A tip regarding plans for a shooting on Yale’s campus Monday brought SWAT teams to the University and forced a five-hour-plus lockdown, which ended only when New Haven and Yale Police Department officials said they could be confident that the threat had either passed or never existed.

At 9:48 a.m. on Monday, the NHPD received a call from an anonymous man who said that his roommate had a gun and was headed to the University’s campus with plans to shoot people, according to NHPD spokesman David Hartman. Hartman said that authorities were not able to extract further information from the caller, who hung up just seconds after placing the call from a phone booth in the 300 block on Columbus Avenue. At 10:50 a.m., the Yale Alert System mandated a campus-wide lockdown via email, phone call and text message to students, faculty and staff. Updates continued throughout the day.

“Confirmed report of person with a gun on/near Old Campus,” said a Yale Alert text message sent to the University community at 11:02 a.m. “SHELTER IN PLACE. This is NOT a test.”

NHPD and YPD officers were joined on campus by four SWAT teams and agents from federal law enforcement agencies including the Federal Bureau of Investigation. To facilitate the investigative sweep of campus, major city streets were shut down, particularly around the intersection of Elm and College Streets. Early reports indicated that a gunman might be located in or near Battell Chapel, which is located at that intersection.
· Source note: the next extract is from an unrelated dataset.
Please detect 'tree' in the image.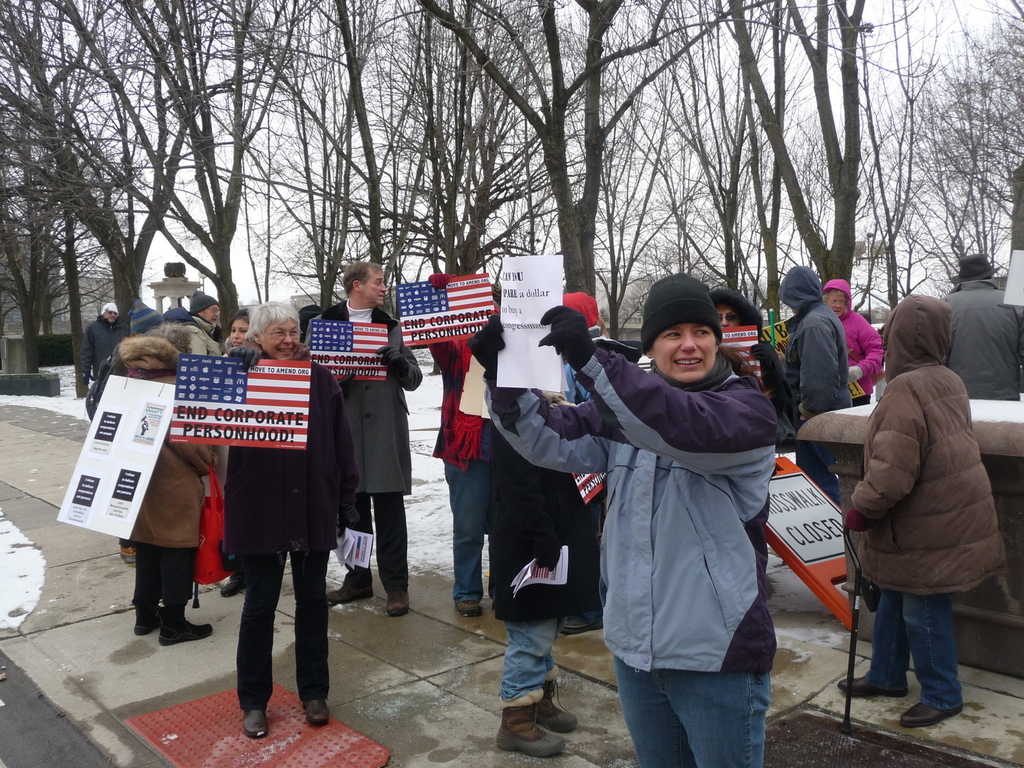
x1=202 y1=0 x2=366 y2=319.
Police conducted a series of room-to-room searches, which began in Calhoun College at around 1:45 p.m. NHPD Chief Dean Esserman said that searches would continue in all Old Campus rooms before a definite conclusion on the matter could be reached. No injuries or gunfire were reported at any point throughout the day, and the lockdown was lifted in all campus areas at 4:5o p.m.

“Once we have geared up, we don’t just gear down,” Esserman said at a press conference before the University had ended the lockdown. “That is why we’re going back [to Old Campus] to stay the course. We have a very strong operations plan where we are going room to room … until we make sure that we are satisfied.”

As officers from the NHPD and YPD were initially dispatched to the scene, a Yale employee reported seeing a man walking around campus with a rifle. That this second tip came in after the University lockdown had started seemed to legitimize the first phone call received by police in the morning. Esserman later revealed, however, that the witness might have mistaken an armed police officer for a gunman.

Though the investigation has not been officially closed, a lack of concrete leads since the early morning has led Esserman to conclude that there is a possibility that the phone call received at the beginning of the day was disingenuous, he said.

University Vice President Linda Lorimer sent an email to all University faculty, staff and students to review the day’s events.

“The combined police forces combed the area and have found no suspicious person,” Lorimer said in the email. “However, the police are taking nothing for granted. They are working to track down who made the first (anonymous) phone call …  if it was a prank call that started this chain of events, the authorities intend to prosecute the individual to the fullest extent of the law.”

The episode unraveled on a relatively empty campus, as many students have vacated their dorms with the start of Thanksgiving break this weekend. Those that remained on campus, however, were forced to take precautionary measures as part of the lockdown. Some residential college masters emailed students advising them on how to deal with the increased police force and threat of a potential gunman by telling them to lock their rooms and refuse entry to anyone, even those identifying themselves as police.

When the plan to search room by room was announced, YPD Chief Ronnell Higgins sent an email to students notifying them of the procedure that would follow. Instructions were also delivered over the Yale Alert system.

“Out of an abundance of caution, Police will be doing a room to room search starting with the residential college areas,” Higgins said in the email. “When they knock on your door, a Yale Police Officer will slip their Yale ID under the door. Please cooperate.”

Despite the mass influx of heavily armed officers, those present said the scene on campus was relatively stable. Rob O’Gara ’16 said that students around his suite in Saybrook were “very calm” as the lockdown unfolded.

Calhoun College in particular was the site of a large SWAT team effort —  a large, armored truck was stationed outsides its gates on Elm Street, and students were evacuated from their rooms to the college dining hall as in-room searches took place. Still, the focus of the investigation remains on the initial phone call that set the day into motion.

“You don’t just walk away … no matter how long it takes,” Esserman said. “We are going to find who [made the phone call] and we’re going to put handcuffs on who did this.”

Press conferences were held in the lobby of the Shubert Theater on College Street.

Tasnim Elboute contributed reporting.